Ansible automates server configuration, application deployment, and orchestration without installing agents on managed hosts. It connects over SSH, executes tasks declaratively, and is idempotent by design.

Inventory

The inventory lists the hosts Ansible manages. It can be INI or YAML format.
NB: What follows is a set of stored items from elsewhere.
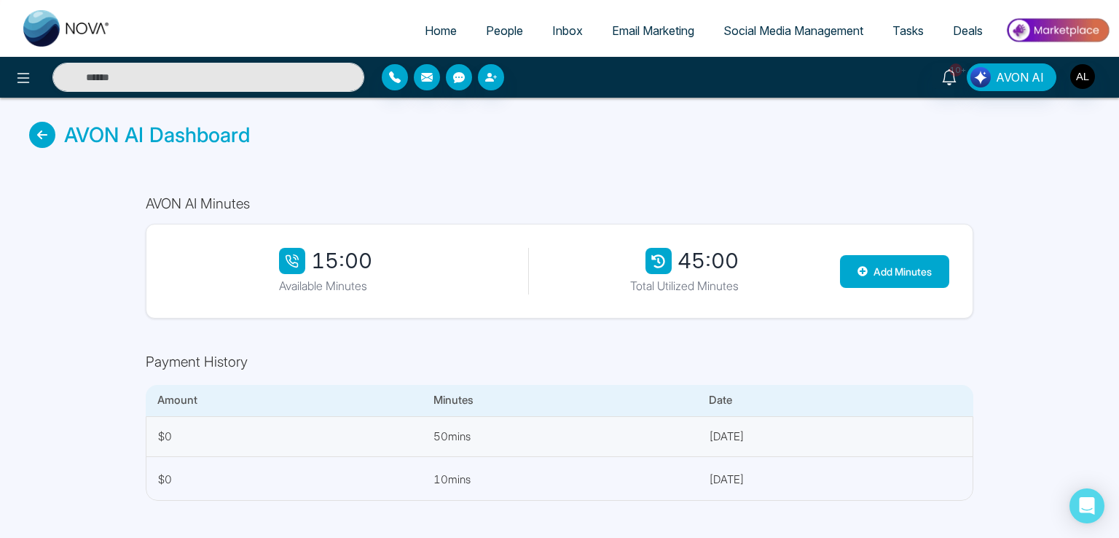  I want to click on span: Deals, so click(967, 31).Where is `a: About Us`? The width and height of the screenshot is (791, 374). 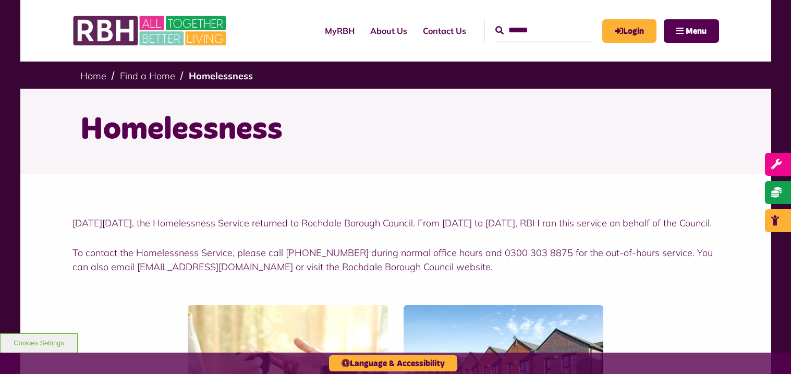
a: About Us is located at coordinates (389, 31).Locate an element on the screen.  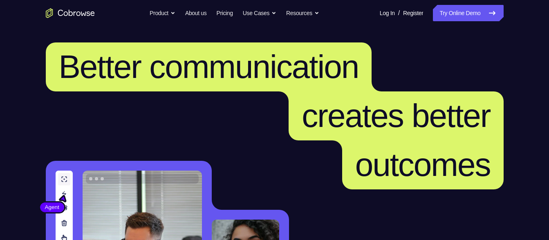
a: Go to the home page is located at coordinates (70, 13).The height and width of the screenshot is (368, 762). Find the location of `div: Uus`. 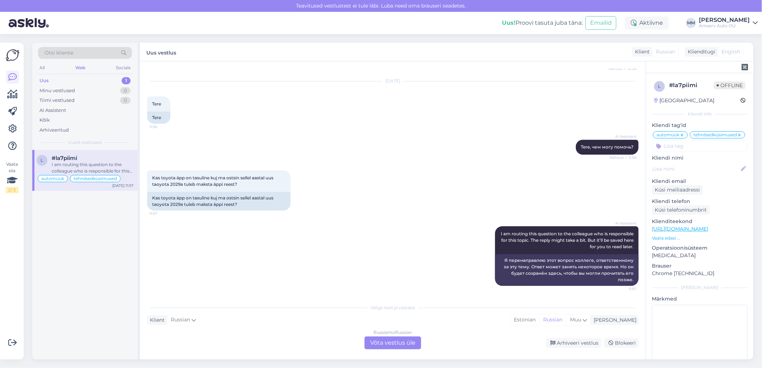

div: Uus is located at coordinates (44, 81).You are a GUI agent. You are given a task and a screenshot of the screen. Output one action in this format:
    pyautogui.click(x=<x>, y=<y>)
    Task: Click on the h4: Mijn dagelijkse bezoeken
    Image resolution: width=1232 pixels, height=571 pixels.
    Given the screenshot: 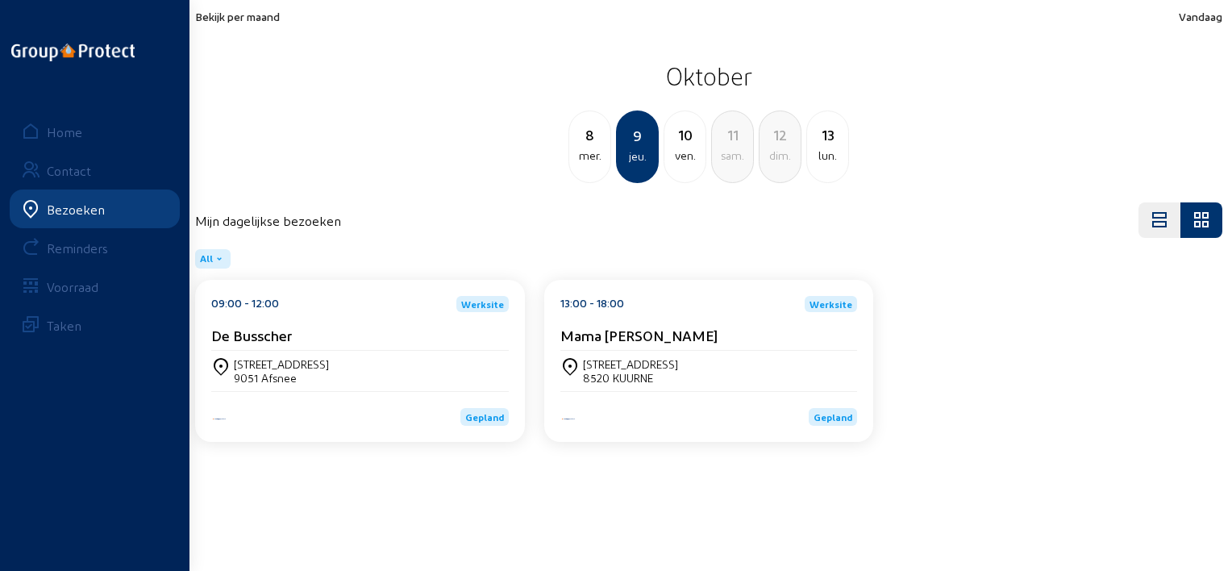 What is the action you would take?
    pyautogui.click(x=268, y=220)
     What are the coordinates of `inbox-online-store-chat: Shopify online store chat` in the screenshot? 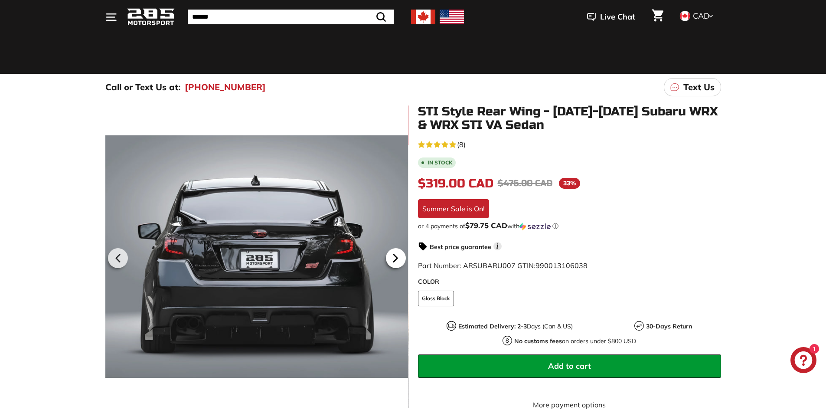 It's located at (804, 361).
INI format (/etc/ansible/hosts or a custom file):

[webservers]
web1.example.com
web2.example.com ansible_port=2222

[dbservers]
db1.example.com ansible_user=admin

[production:children]
webservers
dbservers

[all:vars]
ansible_python_interpreter=/usr/bin/python3

YAML format (inventory.yml):

all:
  children:
    webservers:
      hosts:
        web1.example.com:
        web2.example.com:
          ansible_port: 2222
    dbservers:
      hosts:
        db1.example.com:
          ansible_user: admin
  vars:
    ansible_python_interpreter: /usr/bin/python3

Playbook Structure

A playbook is a YAML file describing a set of plays. Each play targets a group of hosts and runs tasks in order:

---
- name: Configure web servers
  hosts: webservers
  become: true

  vars:
    http_port: 80
    doc_root: /var/www/html

  tasks:
    - name: Install nginx
      apt:
        name: nginx
        state: present
        update_cache: true

    - name: Deploy site config
      template:
        src: templates/nginx-site.conf.j2
        dest: /etc/nginx/sites-available/default
      notify: Reload nginx

    - name: Ensure nginx is running
      service:
        name: nginx
        state: started
        enabled: true

  handlers:
    - name: Reload nginx
      service:
        name: nginx
        state: reloaded

Handlers run only once at the end of a play, even if notified multiple times.

Common Modules

Ansible ships with hundreds of modules. The most-used ones for sysadmins:

Module Purpose Example
apt / yum Package management apt: name=nginx state=latest
copy Copy files to remote hosts copy: src=app.conf dest=/etc/app/
template Render Jinja2 templates template: src=conf.j2 dest=/etc/app.conf
service Manage system services service: name=nginx state=restarted
file Manage files and directories file: path=/data state=directory mode=0755
command / shell Run arbitrary commands command: /opt/app/migrate.sh
user Manage user accounts user: name=deploy shell=/bin/bash

Roles

Roles organize playbooks into reusable components with a standard directory structure:

roles/
  nginx/
    defaults/
      main.yml      # default variables (lowest precedence)
    tasks/
      main.yml      # task list
    templates/
      nginx.conf.j2 # Jinja2 templates
    handlers/
      main.yml      # handlers
    files/           # static files
    meta/
      main.yml      # role metadata and dependencies

Use a role in a playbook:

- hosts: webservers
  become: true
  roles:
    - nginx
    - { role: certbot, when: ssl_enabled }

Install community roles from Ansible Galaxy:

ansible-galaxy install geerlingguy.docker

Ansible Vault

Encrypt sensitive variables (passwords, API keys) so they can be committed to version control safely:

# Encrypt a file
ansible-vault encrypt vars/secrets.yml

# Edit an encrypted file
ansible-vault edit vars/secrets.yml

# Run a playbook that uses encrypted vars
ansible-playbook site.yml --ask-vault-pass

# Use a vault password file for automation
ansible-playbook site.yml --vault-password-file ~/.vault_pass

Encrypt a single variable inline:

ansible-vault encrypt_string 'SuperSecret123' --name 'db_password'

Ad-Hoc Commands

For quick one-off tasks without writing a playbook:

# Ping all hosts
ansible all -m ping

# Check disk space on web servers
ansible webservers -a "df -h"

# Restart a service
ansible dbservers -m service -a "name=postgresql state=restarted" --become

# Copy a file
ansible all -m copy -a "src=motd.txt dest=/etc/motd" --become

Ad-hoc commands are ideal for troubleshooting and one-time operations.